On Mon, Mar 28, 2011 at 05:29:22PM -0500, Kevin Grittner wrote:
> I have a theory.  Can you try it in what would be the failure case,
> but run an explicit a CHECKPOINT on the master, wait for
> pg_controldata to show that checkpoint on the slave, and (as soon as
> you see that) try to trigger the slave to come up in production?

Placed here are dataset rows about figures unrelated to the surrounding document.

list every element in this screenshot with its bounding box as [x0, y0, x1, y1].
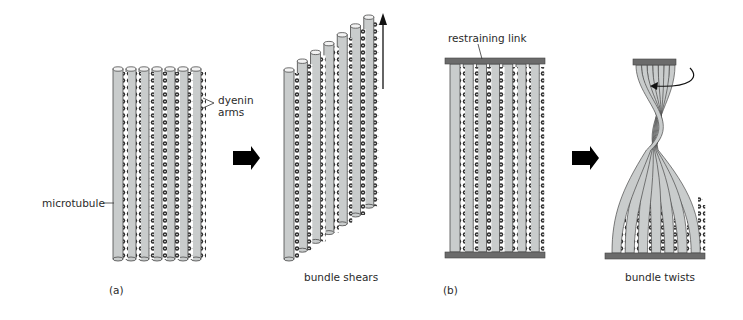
sheared-bundle [284, 15, 379, 261]
dynein-bundle-diagram: dyenin arms microtubule (a) bundle shear… [0, 0, 743, 320]
transition-arrow-icon-b [572, 146, 599, 170]
dynein-arms-label: dyenin arms [218, 94, 254, 118]
straight-bundle [113, 67, 206, 261]
restrained-bundle [445, 58, 545, 258]
shear-direction-arrow-icon [379, 13, 387, 89]
transition-arrow-icon-a [233, 146, 260, 170]
restraining-link-pointer [478, 44, 482, 59]
microtubule-label: microtubule [42, 197, 105, 209]
bundle-shears-caption: bundle shears [304, 271, 378, 283]
twisted-bundle [605, 59, 705, 259]
dynein-label-line2: arms [218, 106, 254, 118]
dynein-label-line1: dyenin [218, 94, 254, 106]
restraining-link-label: restraining link [448, 32, 527, 44]
panel-a-tag: (a) [109, 284, 124, 296]
panel-b-tag: (b) [443, 284, 458, 296]
bundle-twists-caption: bundle twists [625, 271, 695, 283]
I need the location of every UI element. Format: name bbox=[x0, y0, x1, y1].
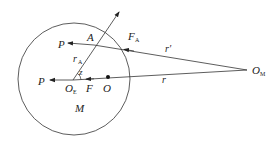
label-f: F bbox=[85, 82, 93, 94]
label-f-a: F bbox=[127, 30, 135, 42]
label-m: M bbox=[74, 102, 85, 114]
label-r: r bbox=[162, 74, 166, 85]
label-o-m-sub: M bbox=[260, 71, 266, 77]
label-o-e: O bbox=[65, 82, 73, 94]
line-r bbox=[73, 70, 247, 80]
label-p-top: P bbox=[57, 38, 65, 50]
center-point-o bbox=[106, 75, 110, 79]
label-z: z bbox=[78, 67, 83, 77]
label-f-a-sub: A bbox=[135, 37, 140, 43]
label-a: A bbox=[86, 31, 94, 43]
label-o-e-sub: E bbox=[73, 89, 77, 95]
label-o-m: O bbox=[252, 64, 260, 76]
label-o: O bbox=[103, 82, 111, 94]
label-r-a-sub: A bbox=[78, 59, 83, 65]
tidal-force-diagram: A F A P r A z P O E F O M r′ r O M bbox=[0, 0, 280, 146]
label-r-prime: r′ bbox=[165, 43, 172, 54]
label-p-left: P bbox=[37, 75, 45, 87]
label-r-a: r bbox=[73, 53, 77, 64]
force-p-top-arrow bbox=[68, 43, 94, 45]
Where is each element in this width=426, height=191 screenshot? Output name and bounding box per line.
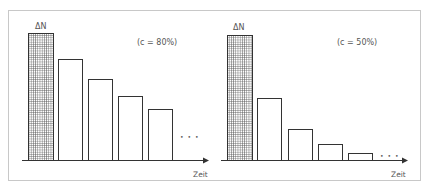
left-ellipsis: • • • [180,133,199,140]
left-xlabel: Zeit [193,170,208,179]
right-bar-1-hatched [228,36,253,161]
right-chart: ΔN (c = 50%) • • • Zeit [221,23,408,179]
left-bar-1-hatched [29,34,54,161]
left-chart: ΔN (c = 80%) • • • Zeit [22,22,209,179]
left-bar-2 [59,60,83,161]
decay-diagram: ΔN (c = 80%) • • • Zeit ΔN (c = 50%) • •… [0,0,426,191]
right-annotation: (c = 50%) [337,38,377,47]
left-ylabel: ΔN [35,22,46,31]
right-axis-arrow-icon [402,158,408,164]
left-annotation: (c = 80%) [137,38,177,47]
right-xlabel: Zeit [391,170,406,179]
left-bar-5 [149,110,173,161]
right-ellipsis: • • • [380,152,399,159]
right-ylabel: ΔN [233,23,244,32]
right-bar-5 [349,154,373,161]
left-axis-arrow-icon [203,158,209,164]
right-bar-2 [258,99,282,161]
right-bar-4 [319,145,343,161]
left-bar-4 [119,97,143,161]
left-bar-3 [89,80,113,161]
right-bar-3 [289,130,313,161]
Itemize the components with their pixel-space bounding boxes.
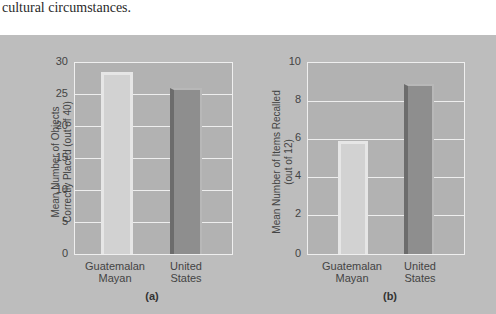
plot-area-b — [307, 62, 465, 255]
y-tick: 0 — [281, 247, 301, 259]
bar-united-states — [170, 88, 202, 254]
y-tick: 4 — [281, 169, 301, 181]
plot-area-a — [74, 62, 233, 255]
gridline — [308, 177, 464, 178]
gridline — [308, 101, 464, 102]
y-tick: 15 — [48, 151, 68, 163]
y-tick: 10 — [281, 55, 301, 67]
x-label-guatemalan-mayan: Guatemalan Mayan — [75, 260, 155, 284]
gridline — [75, 126, 232, 127]
bar-guatemalan-mayan — [101, 72, 133, 254]
y-tick: 20 — [48, 119, 68, 131]
panel-label-a: (a) — [137, 290, 167, 302]
gridline — [308, 215, 464, 216]
gridline — [75, 222, 232, 223]
x-label-line: States — [146, 272, 226, 284]
gridline — [308, 139, 464, 140]
gridline — [75, 190, 232, 191]
x-label-line: States — [380, 272, 460, 284]
y-tick: 25 — [48, 87, 68, 99]
x-label-line: Mayan — [75, 272, 155, 284]
x-label-united-states: United States — [146, 260, 226, 284]
bar-united-states — [404, 84, 434, 254]
y-tick: 6 — [281, 131, 301, 143]
gridline — [75, 94, 232, 95]
x-label-united-states: United States — [380, 260, 460, 284]
y-tick: 2 — [281, 207, 301, 219]
gridline — [75, 158, 232, 159]
y-tick: 0 — [48, 247, 68, 259]
bar-guatemalan-mayan — [338, 141, 368, 254]
x-label-line: United — [146, 260, 226, 272]
y-tick: 5 — [48, 215, 68, 227]
y-tick: 10 — [48, 183, 68, 195]
caption-text: cultural circumstances. — [2, 0, 131, 16]
y-tick: 30 — [48, 55, 68, 67]
panel-label-b: (b) — [375, 290, 405, 302]
x-label-line: Guatemalan — [75, 260, 155, 272]
y-tick: 8 — [281, 93, 301, 105]
x-label-line: United — [380, 260, 460, 272]
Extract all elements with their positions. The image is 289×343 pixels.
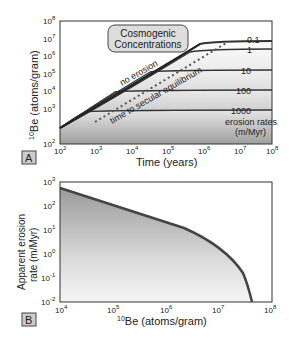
- svg-text:101: 101: [43, 224, 56, 235]
- erosion-area: [60, 188, 252, 302]
- rate-label-0: 0.1: [247, 35, 260, 45]
- svg-text:102: 102: [54, 145, 67, 156]
- y-axis-label-b-line1: Apparent erosion: [16, 214, 27, 290]
- x-axis-label-b: 10Be (atoms/gram): [117, 315, 207, 327]
- panel-label-b: B: [25, 314, 32, 326]
- svg-text:105: 105: [162, 145, 175, 156]
- rate-label-3: 100: [236, 86, 251, 96]
- panel-label-a: A: [25, 152, 33, 164]
- svg-text:103: 103: [43, 103, 56, 114]
- legend-title-2: (m/Myr): [235, 127, 266, 137]
- y-axis-ticks-b: 103 102 101 100 10-1 10-2: [41, 176, 56, 307]
- svg-text:107: 107: [43, 33, 56, 44]
- svg-text:108: 108: [43, 15, 56, 26]
- svg-text:108: 108: [266, 145, 279, 156]
- y-axis-label-a: 10Be (atoms/gram): [28, 50, 40, 140]
- svg-text:100: 100: [43, 248, 56, 259]
- figure: Cosmogenic Concentrations no erosion tim…: [0, 0, 289, 343]
- svg-text:107: 107: [234, 145, 247, 156]
- rate-label-2: 10: [241, 66, 251, 76]
- y-axis-label-b-line2: rate (m/Myr): [28, 228, 39, 282]
- svg-text:107: 107: [212, 304, 225, 315]
- svg-text:10-1: 10-1: [41, 272, 56, 283]
- svg-text:106: 106: [198, 145, 211, 156]
- svg-text:105: 105: [43, 68, 56, 79]
- x-axis-ticks-a: 102 103 104 105 106 107 108: [54, 145, 279, 156]
- x-axis-label-a: Time (years): [136, 156, 197, 168]
- rate-label-4: 1000: [231, 106, 251, 116]
- svg-text:106: 106: [160, 304, 173, 315]
- title-line2: Concentrations: [114, 39, 181, 50]
- svg-text:104: 104: [43, 85, 56, 96]
- svg-text:104: 104: [55, 304, 68, 315]
- svg-text:103: 103: [90, 145, 103, 156]
- svg-text:106: 106: [43, 50, 56, 61]
- svg-text:10-2: 10-2: [41, 296, 56, 307]
- svg-text:104: 104: [126, 145, 139, 156]
- svg-text:108: 108: [264, 304, 277, 315]
- legend-title-1: erosion rates: [225, 117, 278, 127]
- panel-a: Cosmogenic Concentrations no erosion tim…: [22, 15, 279, 168]
- svg-text:102: 102: [43, 200, 56, 211]
- panel-b: 103 102 101 100 10-1 10-2 104 105 106 10…: [16, 176, 277, 327]
- svg-text:103: 103: [43, 176, 56, 187]
- svg-text:105: 105: [107, 304, 120, 315]
- title-line1: Cosmogenic: [120, 28, 176, 39]
- y-axis-ticks-a: 108 107 106 105 104 103 102: [43, 15, 56, 149]
- x-axis-ticks-b: 104 105 106 107 108: [55, 304, 277, 315]
- rate-label-1: 1: [247, 45, 252, 55]
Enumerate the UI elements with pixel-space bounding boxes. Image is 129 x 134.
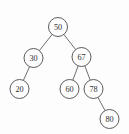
tree-node-label-78: 78 (90, 85, 98, 94)
tree-node-50[interactable]: 50 (49, 18, 68, 37)
tree-edge-50-to-30 (39, 34, 52, 50)
tree-node-label-80: 80 (106, 115, 114, 124)
tree-node-label-60: 60 (66, 85, 74, 94)
tree-node-label-30: 30 (30, 54, 38, 63)
tree-node-label-67: 67 (78, 53, 86, 62)
tree-node-30[interactable]: 30 (24, 49, 43, 68)
tree-node-60[interactable]: 60 (60, 80, 79, 99)
tree-edge-30-to-20 (23, 67, 29, 81)
binary-tree-figure: 50306720607880 (0, 0, 129, 134)
tree-node-80[interactable]: 80 (100, 110, 119, 129)
tree-node-label-50: 50 (54, 23, 62, 32)
edge-layer (23, 34, 105, 110)
tree-edge-78-to-80 (98, 97, 105, 110)
tree-edge-67-to-78 (85, 66, 90, 80)
tree-node-67[interactable]: 67 (72, 48, 91, 67)
tree-edge-50-to-67 (64, 34, 76, 49)
tree-edge-67-to-60 (73, 66, 78, 80)
tree-canvas: 50306720607880 (0, 0, 129, 134)
tree-node-20[interactable]: 20 (10, 80, 29, 99)
tree-node-label-20: 20 (16, 85, 24, 94)
tree-node-78[interactable]: 78 (84, 80, 103, 99)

=$ ( pg_controldata master/; pg_controldata slave2/ ) | grep "Latest checkpoint 
location:"
Latest checkpoint location:           0/2D000058
Latest checkpoint location:           0/2C000058

=$ psql -p 54001 -c "checkpoint"
CHECKPOINT

=$ ( pg_controldata master/; pg_controldata slave2/ ) | grep "Latest checkpoint 
location:"
Latest checkpoint location:           0/2E000058
Latest checkpoint location:           0/2C000058

... ~ 1.5 minute later

=$ ( pg_controldata master/; pg_controldata slave2/ ) | grep "Latest checkpoint 
location:"
Latest checkpoint location:           0/2E000058
Latest checkpoint location:           0/2E000058

=$ touch /home/depesz/slave2/finish.recovery

it worked. now the slave2 is working as stand alone.

what does it tell us? will any work happening after checkpoint break it anyway?

Best regards,

depesz

-- 
The best thing about modern society is how easy it is to avoid contact with it.